Rebecca emphasises the role this plays in building psychological safety:
It’s not a safe space because we say it is. It’s a safe space because we show it is.
3. Use storytelling to make it real
Facts, procedures and controls matter — they provide structure and clarity. But on their own, they rarely change how people experience risk. Stories help bridge that gap.
By sharing real experiences, leaders can connect safety messages to emotions and consequences that matter to people. Stories turn abstract rules into something personal and memorable.
Rebecca shares the impact of talking openly about a serious incident with her team:
When we talked about what happened, people started opening up about their own experiences. That’s when it became real. It wasn’t just a safety message anymore — it was about families and getting home.
Grounding the conversation in lived experience shifted the focus from compliance to care. Adrian saw a similar effect when he shared a personal fatigue story:
I told a story about a fatigue incident from when I was younger. Then four or five others shared similar experiences. That’s when people start thinking differently.
Stories don’t need to be long or dramatic. The most effective ones are simple, honest and relevant to the work people are doing right now.
4. Keep it engaging and unexpected
Our brains constantly filter information, prioritising what feels most relevant in the moment. We’re more likely to pay attention to things that feel Dangerous, Important, Pleasurable or Interesting.
When pre-starts become predictable, they slip below this filter. Even important messages can be tuned out simply because they feel familiar.
Introducing small elements of novelty helps reset attention and bring people back into the conversation.
Adrian describes a simple approach his team uses:
We created a dice game. They don’t know what’s going to come up, so they have to think on the spot — just like they do in real work.
Other teams refresh pre-starts by making small but intentional changes, such as:
- rotating facilitators
- changing locations
- recognising good work
- using visual prompts
These changes don’t trivialise safety. They help restore attention, curiosity and participation, and make it more likely that safety messages are noticed, discussed and carried into the day’s work.
5. Close the loop with feedback
Nothing damages trust faster than asking for input and doing nothing with it.
Adrian shares an example of a worker raising an issue about fogging safety glasses:
Once the issue was followed up and a new solution trialled, it opened up more trust.

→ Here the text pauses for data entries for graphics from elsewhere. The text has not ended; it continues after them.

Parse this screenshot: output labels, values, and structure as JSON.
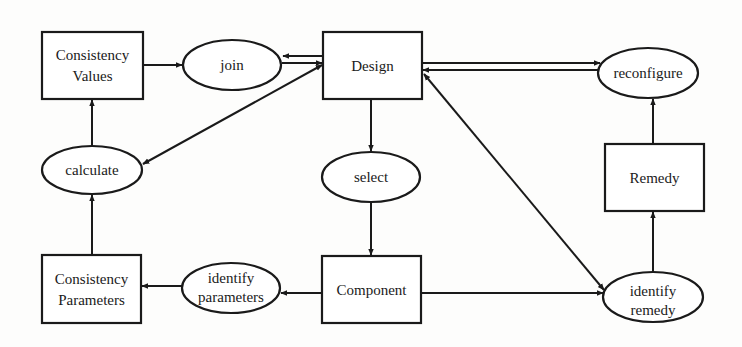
{
  "diagram": {
    "colors": {
      "stroke": "#1a1a1a",
      "background": "#fdfdfc",
      "text": "#1a1a1a"
    },
    "nodes": {
      "consistency_values": {
        "shape": "rect",
        "lines": [
          "Consistency",
          "Values"
        ]
      },
      "join": {
        "shape": "ellipse",
        "lines": [
          "join"
        ]
      },
      "design": {
        "shape": "rect",
        "lines": [
          "Design"
        ]
      },
      "reconfigure": {
        "shape": "ellipse",
        "lines": [
          "reconfigure"
        ]
      },
      "calculate": {
        "shape": "ellipse",
        "lines": [
          "calculate"
        ]
      },
      "select": {
        "shape": "ellipse",
        "lines": [
          "select"
        ]
      },
      "remedy": {
        "shape": "rect",
        "lines": [
          "Remedy"
        ]
      },
      "consistency_parameters": {
        "shape": "rect",
        "lines": [
          "Consistency",
          "Parameters"
        ]
      },
      "identify_parameters": {
        "shape": "ellipse",
        "lines": [
          "identify",
          "parameters"
        ]
      },
      "component": {
        "shape": "rect",
        "lines": [
          "Component"
        ]
      },
      "identify_remedy": {
        "shape": "ellipse",
        "lines": [
          "identify",
          "remedy"
        ]
      }
    },
    "edges": [
      {
        "from": "Consistency Values",
        "to": "join"
      },
      {
        "from": "join",
        "to": "Design"
      },
      {
        "from": "Design",
        "to": "join"
      },
      {
        "from": "Design",
        "to": "calculate"
      },
      {
        "from": "calculate",
        "to": "Consistency Values"
      },
      {
        "from": "Design",
        "to": "reconfigure"
      },
      {
        "from": "reconfigure",
        "to": "Design"
      },
      {
        "from": "Design",
        "to": "select"
      },
      {
        "from": "select",
        "to": "Component"
      },
      {
        "from": "Design",
        "to": "identify remedy"
      },
      {
        "from": "identify remedy",
        "to": "Design"
      },
      {
        "from": "Component",
        "to": "identify parameters"
      },
      {
        "from": "identify parameters",
        "to": "Consistency Parameters"
      },
      {
        "from": "Consistency Parameters",
        "to": "calculate"
      },
      {
        "from": "Component",
        "to": "identify remedy"
      },
      {
        "from": "identify remedy",
        "to": "Remedy"
      },
      {
        "from": "Remedy",
        "to": "reconfigure"
      }
    ]
  }
}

Rebecca observes the same pattern:
Once we gave people feedback, nearly everyone said, ‘That’s all we wanted — just to know it was being heard.
When leaders report back on what’s been raised, participation grows. Over time, pre-starts become a place where problems are surfaced and solved.
A mindset shift for leaders
It can be tempting to see pre-starts as a formality, a script, or even an interruption to ‘real’ work. The leaders in this discussion view them differently.
They describe pre-starts as one of the few consistent moments in the day where leaders can deliberately influence how work is approached. A space to pause, read the room, connect with people and reinforce what matters.
For many leaders, improving pre-starts doesn’t require a new process or program. It starts with small, intentional choices, whether that’s asking one better question, sharing one honest story, or following up on something that was raised.
Over time, those choices shape how people experience the start of their day and how safety is thought about beyond the pre-start itself.
As Vanessa sums it up:
Pre-starts are already happening every day. The opportunity isn’t to add more — it’s to make them matter.